Back to your point - it’s not vibrant enough - I struggle with this term because it is so subjective and it seems to be tied to the number of aftermarket providers, not necessarily the jobs they do or the climate that Airtable has failed to embrace. Salesforce likely has so many providers because as a platform, they require you to develop any sort of extensibility with Java. Their APIs are woefully inadequate to support lightweight scripting solutions. As such, I would not label this as a vibrant aftermarket community - it’s more like a tsunami of options that are only made possible by a specific collection of teams skilled in Java. Almost every Salesforce aftermarket solution comes with “professional services”. Vastly, Airtable operates in a climate that is unlike Salesforce.
The “S” in SMB Users Have Little Choice
If a small company with limited resources wants an Airtable solution that needs to perform integrations and other jobs the likes which miniExtensions provides, they have fewer choices; they need simple tools that extend the boundaries of Airtable’s cone of #no-code influence.
Enterprise customers are not so limited.
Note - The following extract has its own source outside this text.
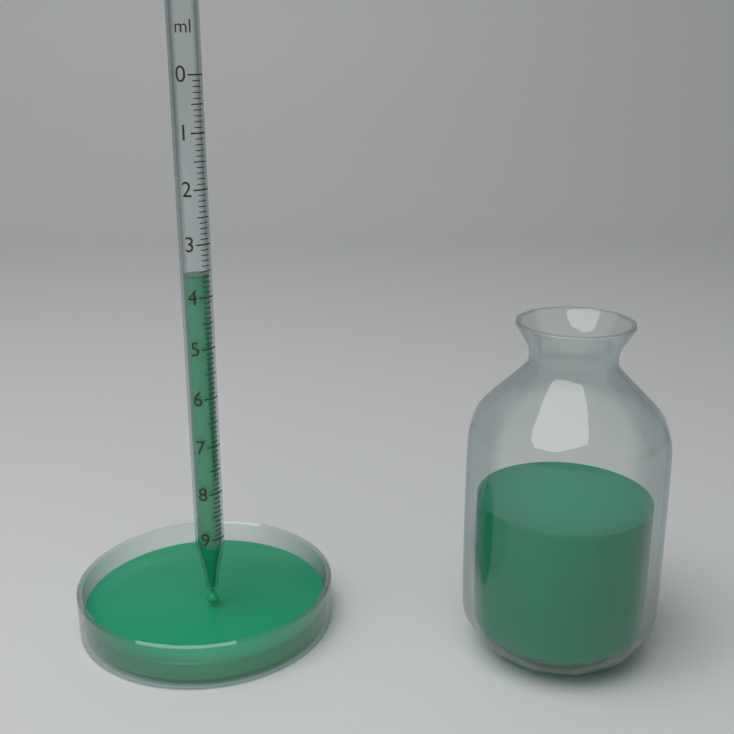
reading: 3.6 ml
They have choices because they tend to have skilled workers or can hire skilled consultants to break the bounds of Airtable’s #no-code boundaries. But most importantly, they have the incentive to avoid glue factories and other adhesives that would unnecessarily add security attack surfaces while adding more ongoing costs. Ongoing licensing costs to make a platform of choice more useful are generally avoided in enterprises that seek to fix costs so that economies of scale matter to the bottom line.
My advice to any aftermarket company is to fully understand which target [exactly] you expect to extract more money from.